The paleoanthropological site self-proclaimed as the Cradle of Humankind is located northwest of Johannesburg, South Africa (Reynolds’ home country), with scientists announcing in 2015 the discovery of an ancient species called Homo naledi, which many now believe to be one of the earliest members of the human genus.

Africa thus clearly plays a huge part in the human evolution story. Reynolds began her career at Sterkfontein, a site very close to her birthplace, but has since expanded her research to look at sites in East Africa, where, in 1959, Louis Leakey and his wife, Mary, discovered an australopithecine skull in Tanzania’s Olduvai Gorge, and where Dr Donald Johanson and his graduate student, Tom Gray, discovered the famously bipedal ape Lucy, which is perhaps the most well-known human ancestor fossil, while walking across 3.2 million year old sediments at the site of Hadar, Ethiopia.

More recently, Reynolds has also focused on the landscape at sites in Tibet and White Sands. “Each site presents a snapshot of humans and hominins engaging with specific landscapes that offered them something: security, a range of food resources, and the possibility of hunting large animals. These landscapes were attractive, and the question is why? Why there and not elsewhere?” she said.

Climate change

How the climate has changed over time is an important element of Reynolds’ work, as is the effect this had on human evolution. This can also have implications for the future. Indeed, several of her students are working on the environments associated with the earliest signs of conflict and warfare and, according to the Professor, the reason is simple: “Competition for scarce resources (water, space, food, grazing for cattle, access to medicine, etc.) will always be a possible trigger for violence to erupt.

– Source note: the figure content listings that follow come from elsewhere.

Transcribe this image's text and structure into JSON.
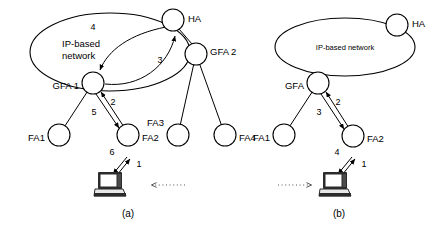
{
  "figure": {
    "width": 448,
    "height": 227,
    "background": "#ffffff",
    "stroke": "#000000"
  },
  "panels": [
    {
      "id": "a",
      "caption": "(a)",
      "caption_pos": {
        "x": 128,
        "y": 217
      },
      "cloud": {
        "label_line1": "IP-based",
        "label_line2": "network",
        "cx": 110,
        "cy": 52,
        "rx": 80,
        "ry": 39,
        "label_x": 62,
        "label_y": 47
      },
      "nodes": [
        {
          "name": "HA",
          "label": "HA",
          "cx": 173,
          "cy": 20,
          "r": 11,
          "label_x": 188,
          "label_y": 19,
          "anchor": "start"
        },
        {
          "name": "GFA1",
          "label": "GFA 1",
          "cx": 93,
          "cy": 83,
          "r": 11,
          "label_x": 79,
          "label_y": 86,
          "anchor": "end"
        },
        {
          "name": "GFA2",
          "label": "GFA 2",
          "cx": 196,
          "cy": 54,
          "r": 11,
          "label_x": 210,
          "label_y": 52,
          "anchor": "start"
        },
        {
          "name": "FA1",
          "label": "FA1",
          "cx": 59,
          "cy": 135,
          "r": 11,
          "label_x": 45,
          "label_y": 138,
          "anchor": "end"
        },
        {
          "name": "FA2",
          "label": "FA2",
          "cx": 128,
          "cy": 135,
          "r": 11,
          "label_x": 142,
          "label_y": 138,
          "anchor": "start"
        },
        {
          "name": "FA3",
          "label": "FA3",
          "cx": 178,
          "cy": 135,
          "r": 11,
          "label_x": 164,
          "label_y": 123,
          "anchor": "end"
        },
        {
          "name": "FA4",
          "label": "FA4",
          "cx": 225,
          "cy": 135,
          "r": 11,
          "label_x": 239,
          "label_y": 138,
          "anchor": "start"
        }
      ],
      "links": [
        {
          "from": "GFA1",
          "to": "FA1"
        },
        {
          "from": "GFA2",
          "to": "FA3"
        },
        {
          "from": "GFA2",
          "to": "FA4"
        },
        {
          "from": "HA",
          "to": "GFA2"
        }
      ],
      "steps": [
        {
          "num": "1",
          "x": 139,
          "y": 167
        },
        {
          "num": "2",
          "x": 113,
          "y": 105
        },
        {
          "num": "3",
          "x": 160,
          "y": 63
        },
        {
          "num": "4",
          "x": 93,
          "y": 30
        },
        {
          "num": "5",
          "x": 94,
          "y": 115
        },
        {
          "num": "6",
          "x": 112,
          "y": 155
        }
      ],
      "laptop": {
        "x": 110,
        "y": 185
      },
      "dotted_arrow": {
        "x1": 185,
        "y1": 185,
        "x2": 152,
        "y2": 185,
        "direction": "left"
      }
    },
    {
      "id": "b",
      "caption": "(b)",
      "caption_pos": {
        "x": 339,
        "y": 217
      },
      "cloud": {
        "label_line1": "IP-based network",
        "label_line2": "",
        "cx": 345,
        "cy": 47,
        "rx": 70,
        "ry": 29,
        "label_x": 345,
        "label_y": 50
      },
      "nodes": [
        {
          "name": "HA",
          "label": "HA",
          "cx": 397,
          "cy": 25,
          "r": 11,
          "label_x": 412,
          "label_y": 24,
          "anchor": "start"
        },
        {
          "name": "GFA",
          "label": "GFA",
          "cx": 318,
          "cy": 83,
          "r": 11,
          "label_x": 304,
          "label_y": 86,
          "anchor": "end"
        },
        {
          "name": "FA1",
          "label": "FA1",
          "cx": 284,
          "cy": 135,
          "r": 11,
          "label_x": 270,
          "label_y": 138,
          "anchor": "end"
        },
        {
          "name": "FA2",
          "label": "FA2",
          "cx": 353,
          "cy": 136,
          "r": 11,
          "label_x": 367,
          "label_y": 139,
          "anchor": "start"
        }
      ],
      "links": [
        {
          "from": "GFA",
          "to": "FA1"
        }
      ],
      "steps": [
        {
          "num": "1",
          "x": 364,
          "y": 167
        },
        {
          "num": "2",
          "x": 338,
          "y": 105
        },
        {
          "num": "3",
          "x": 319,
          "y": 115
        },
        {
          "num": "4",
          "x": 337,
          "y": 155
        }
      ],
      "laptop": {
        "x": 335,
        "y": 185
      },
      "dotted_arrow": {
        "x1": 278,
        "y1": 185,
        "x2": 311,
        "y2": 185,
        "direction": "right"
      }
    }
  ]
}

This is as true back in the epi-Palaeolithic in Sudan where one of the earliest war cemeteries (at a site called Jebel Sahaba) is located, as it is today. Very little has changed. Perhaps learning more about the context for past friction can help us navigate an uncertain future where expanding numbers of humans will complete for finite resources.”

The future

Moving forwards, Reynolds will continue to explore those landscapes that have special properties (like the Okavango) and which appear to be somewhat resistant to larger-scale environmental and climatic pressures. “Could these refugia explain why certain landscapes, such as Olduvai Gorge, are so closely linked with human evolution?” she asks.

It is questions such as these which provide an added element of intrigue and which stand to shed even more light on how our ancestors were affected by changes to the landscapes in which they lived.

Professor Sally Reynolds
Principal Academic in Hominin Palaeoecology
Head, Institute for Studies of Landscape and Human Evolution
Department Archaeology and Anthropology
Faculty Science and Technology
Bournemouth University
+44 (0) 1202961916
sreynolds@bournemouth.ac.uk
Tweet @bournemouthuni
www.bournemouth.ac.uk/research/
centres-institutes/institute-studies-landscape-human-evolution

Please note, this article also appears in the fifth edition of our quarterly publication.